Our Take
Supervised fine-tuning on combined language data outperforms prompting, but the shared-task metric (LLM-as-judge) is opaque—practitioners need independent benchmarks before betting on this for production financial extraction.
Why it matters
Financial narrative processing demands precision that general-purpose LLMs often miss; this task-specific study shows fine-tuning moves the needle, but the Spanish gap (third place) and reliance on vendor benchmarking leave real-world applicability unproven.
Do this week
Finance teams: Before adopting multilingual QA for earnings narratives, request reproducible benchmarks against your own causality annotations—shared-task scores on LLM judges don't transfer cleanly to your data.
GPT-4.1 Mini Edges Out Competitors on English Financial Extraction
Team HSA_CORAL submitted a comparison of three modeling families to the FinCausal 2026 shared task, which asked systems to extract cause-effect relations from financial narratives in English and Spanish using extractive question answering. The three approaches were: (i) encoder-only token tagging with multilingual BERT, (ii) encoder-decoder generation with multilingual BART, and (iii) decoder-only LLMs (Llama 3.1 and GPT variants) using prompt refinement, few-shot demonstrations, and supervised fine-tuning.
GPT-4.1 Mini fine-tuned on combined English and Spanish training data achieved a tied highest score on the English subtask (4.8140 per the shared task's LLM-as-judge metric) and ranked third on Spanish (4.7753). The key finding: across all three modeling families, supervised fine-tuning delivered the largest performance gains compared to prompting and few-shot examples alone.
Fine-Tuning Wins, But the Metric Itself Is the Risk
The result confirms an established pattern: task-specific adaptation beats zero-shot or few-shot prompting for financial NLP. Cause-effect extraction in earnings reports, SEC filings, and analyst narratives requires domain knowledge and precision that general instruction-tuned models often lack. Combining English and Spanish training data during fine-tuning enabled cross-lingual transfer, helping the model perform credibly on both languages despite the Spanish gap.
However, the shared task uses an "LLM-as-judge" metric. No independent human annotators or external benchmarks are mentioned. This means the winning scores depend on whether GPT-4 (or whatever judge model was used) agrees with the extracted causal relations. That circularity is a known weakness in shared-task evaluation: you can optimize toward the judge without improving the underlying task. A team deploying this approach in production would need human-annotated validation on their own financial narratives before trusting the numbers.
Evaluate on Your Own Data Before Deploying
If you are responsible for extracting causality from financial text, the takeaway is clear: prompting alone is insufficient. Fine-tuning is worth the engineering cost. But shared-task rankings are a poor proxy for production performance. The gap between English (tied first) and Spanish (third place) also signals that multilingual transfer is not automatic; your performance on underrepresented languages may lag significantly even after fine-tuning. Test on your own annotated dataset, measure human agreement against your judge, and do not assume that a shared-task win transfers to your domain or your financial narrative corpus.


Required action
Reproduce the records. Keep every word exact and include no images.

Provided data

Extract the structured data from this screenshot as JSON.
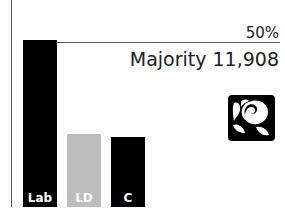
{
  "chart_data": {
    "type": "bar",
    "title": "",
    "categories": [
      "Lab",
      "LD",
      "C"
    ],
    "values": [
      50.6,
      22.1,
      21.2
    ],
    "colors": [
      "#000000",
      "#bdbdbd",
      "#000000"
    ],
    "reference_line": {
      "value": 50,
      "label": "50%"
    },
    "annotation": "Majority 11,908",
    "xlabel": "",
    "ylabel": "",
    "ylim": [
      0,
      50
    ],
    "grid": false,
    "legend": "none",
    "winner_icon": "labour-rose-icon"
  },
  "labels": {
    "ref": "50%",
    "majority": "Majority 11,908",
    "bars": [
      "Lab",
      "LD",
      "C"
    ]
  }
}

Written response
Extract the structured data from this screenshot as JSON.
{
  "chart_data": {
    "type": "bar",
    "title": "",
    "categories": [
      "Lab",
      "LD",
      "C"
    ],
    "values": [
      50.6,
      22.1,
      21.2
    ],
    "colors": [
      "#000000",
      "#bdbdbd",
      "#000000"
    ],
    "reference_line": {
      "value": 50,
      "label": "50%"
    },
    "annotation": "Majority 11,908",
    "xlabel": "",
    "ylabel": "",
    "ylim": [
      0,
      50
    ],
    "grid": false,
    "legend": "none",
    "winner_icon": "labour-rose-icon"
  },
  "labels": {
    "ref": "50%",
    "majority": "Majority 11,908",
    "bars": [
      "Lab",
      "LD",
      "C"
    ]
  }
}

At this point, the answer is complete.